David Olusoga (second from right) at the BAFTA TV Awards 2016 (Ian West/PA Wire)
David Olusoga (second from right) at the BAFTA TV Awards 2016 (Ian West/PA Wire)

Presenter David Olusoga has said he would “die in a ditch for the BBC” because television showed him a world beyond his own tough circumstances when he was a child.

The historian, 49, was born to a white British mother and a black African father and raised in a council house on the south bank of the Tyne, and said he was “brought up amid a lot of violence” and suffered racist attacks.

Television, he told Radio Times magazine, showed him what was outside of his own environment and allowed him to learn from people such as historian and broadcaster Michael Wood and Sir David Attenborough.

He said: “We were a mixed-race family on a council estate and it was really, really difficult.

“I used to come out of school in Gateshead and would walk until I found a bus stop with a white person at it because buses didn’t stop for black people.

“Sometimes my sisters and I would walk all the way home because we never got to a bus stop where there was a white person.”

Olusoga went on: “You can’t say you had a happy childhood when people were trying to drive you out of your home.

I was brought up amid a lot of violence. There was violence at school and there was also violence from older men outside of school.

“Black people were just hated. I was even attacked on the Tube when I was 15, on a school trip to London. The 80s was a violent time.”

The presenter said hope came from watching television, and added: “We had no money, but my mum would circle things in the Radio Times and say, ‘Watch this’. That way she opened up the world to her children.

“I bought my first book on art because I watched Artists and Models on BBC Two in 1986.
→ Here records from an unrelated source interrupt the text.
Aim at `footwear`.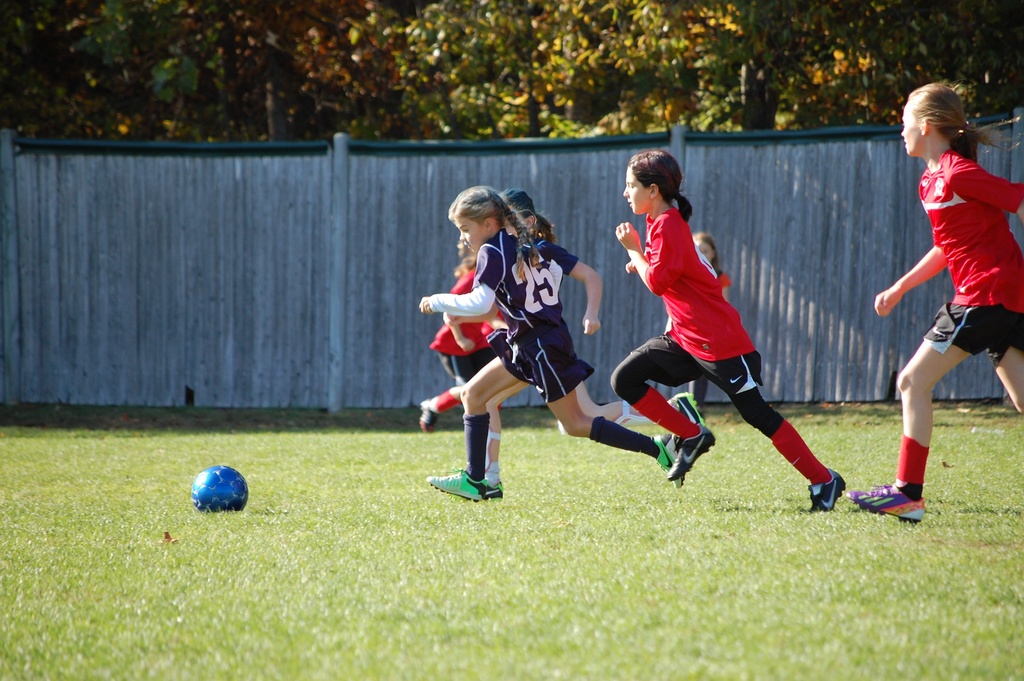
Aimed at (806,470,851,514).
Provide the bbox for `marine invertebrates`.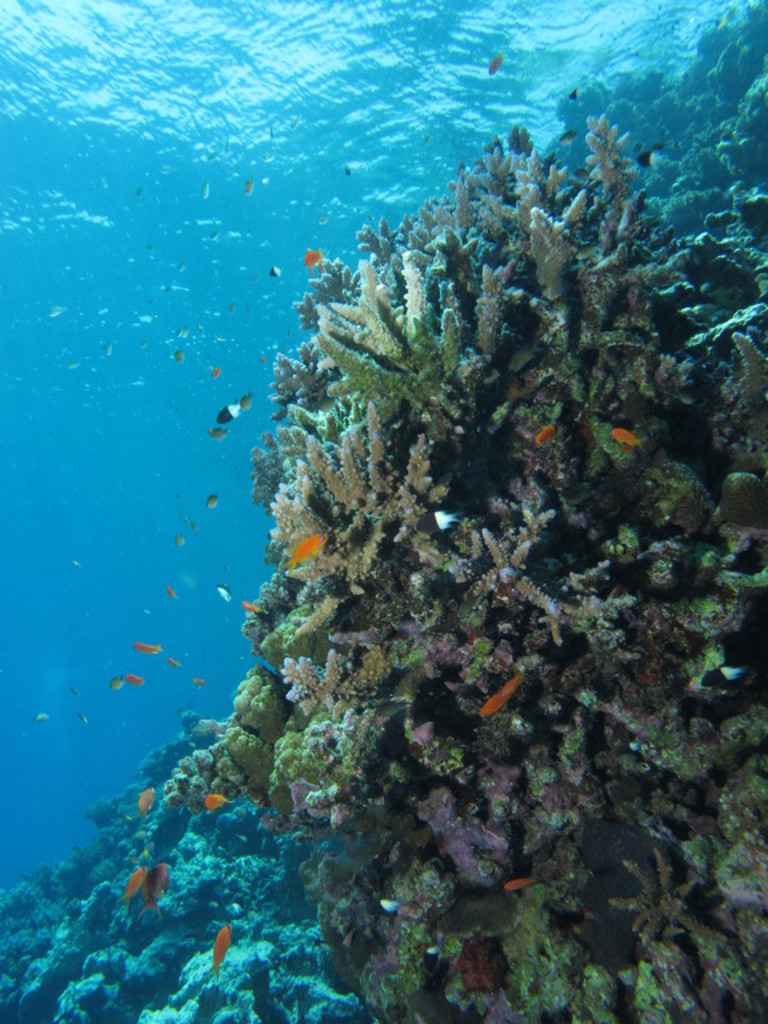
pyautogui.locateOnScreen(157, 69, 729, 953).
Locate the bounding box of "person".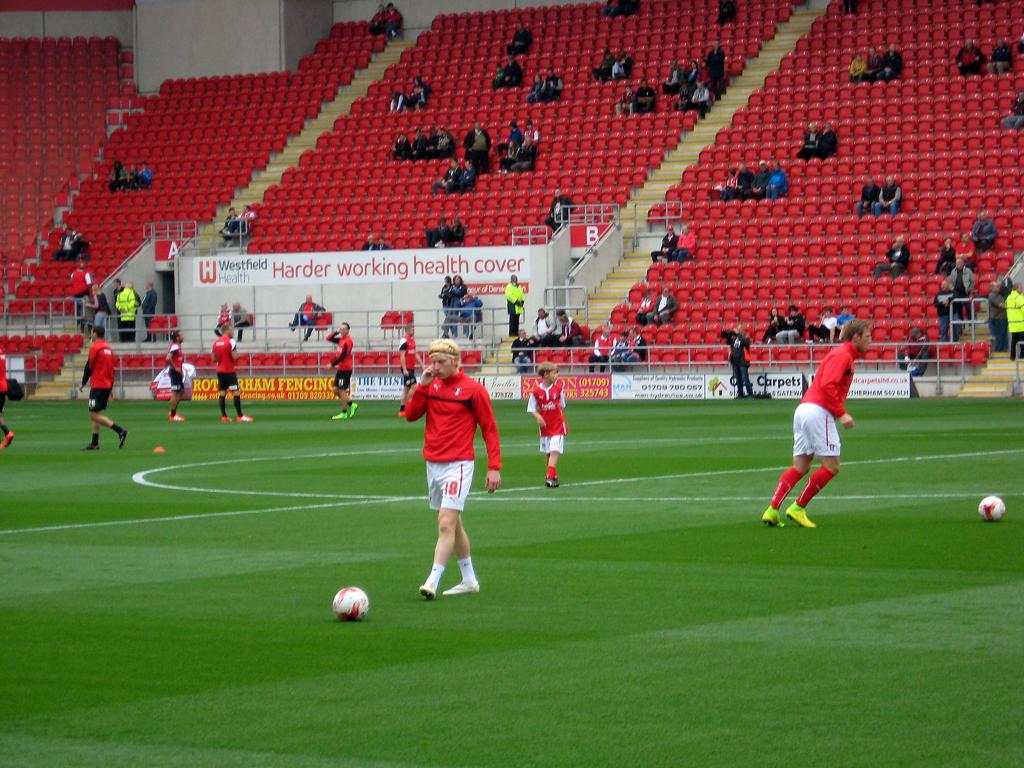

“When I was a teenager I went backpacking because I wanted to see the animals David Attenborough had shown me.

“My interest in history came from seeing Michael Wood’s TV film about 1066 [In Search Of William The Conqueror, 1981].

“I’d die in a ditch for the BBC. It showed me a world beyond my circumstances.”

Olusoga discusses his forthcoming show A House Through Time in this week’s Radio Times, out on Tuesday.